Movies, TV and Games have been rather…light this month. I’ve been rewatching Numb3rs for the nth time. Trying to actually finish season one of Percy Jackson (look, the show is super accurate to the books – but all it’s really doing is reminding me why I cannot stand Annabeth) and have almost watched the entire first season of Andromeda (nineties sci-fi were all drinking the same kool-aid). I had a couple of rage quit moments from Haven (yes, the game I bragged about so much last month) and, honestly, kind of think it sucks now. Otherwise, I have barely started Sherlock Holmes Chapter One and have created a cheat ‘perfect’ map for Sid Meier’s Civ 5 that is now super boring to play.

Books Read in January

City of Deceit by Claudie Arseneault – *****
I am so excited to finish this series (one more book!) and this one was amazing!
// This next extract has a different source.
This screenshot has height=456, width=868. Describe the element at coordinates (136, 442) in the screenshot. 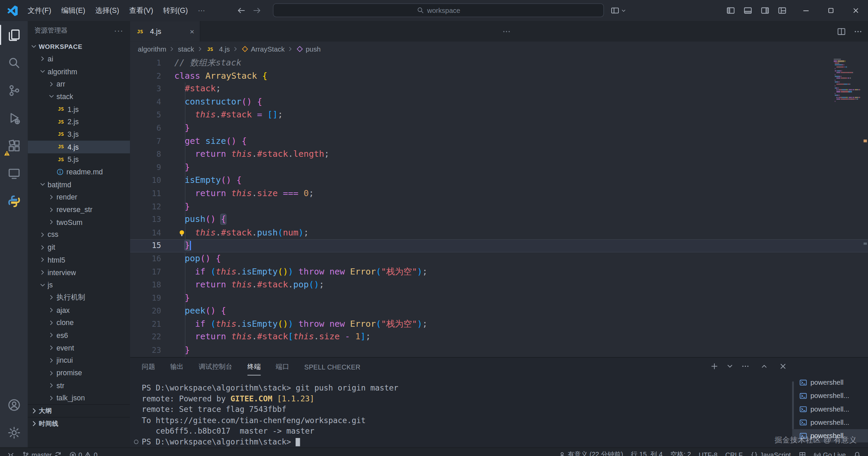

I see `command-decoration-icon` at that location.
I love the relationships that are being built and how relationship doesn’t mean ‘romance’.

A Darker Shade of Magic by V.E. Schwab – **
Eh. I finally got around to retrying the book – but I don’t think I would have really missed out if I’d just left it as a DNF. Didn’t dislike it enough to not try the sequel, though. So that’s good.

The Factory Witches of Lowell by C.S. Malerich – **
I…have fifty things to say about this book and fifty different thoughts and opinions on it. Ultimately, it was something that I read.

Fire Becomes Her by Rosiee Thor – ****
I loved and adored Thor’s previous book – so I had to read this one. Honestly, it took a long time to become something I genuinely liked, but when it finally did, this book was kind of amazing.

Who We Are in Real Life by Victoria Koops – **
My first ever Netgalley book! Yay! Once again, thanks so much to everyone making it possible for me to pre-read this book! I wish I had liked it more: the D&D aspect was amazing, the irl, was too drama-rama for me.

Karneval Vol. 8 by Touya Mikanagi – *****
I love this series and am so excited to get to finish it!

Karneval Vol. 9 by Touya Mikanagi – *****
This was the first ‘new’ manga I got to read as the others in the series have been rereads. I loved the new information and it is so much fun!

All in all, I’m pretty happy with this month (though the less said about my 5 DNF books, the better. See you next month!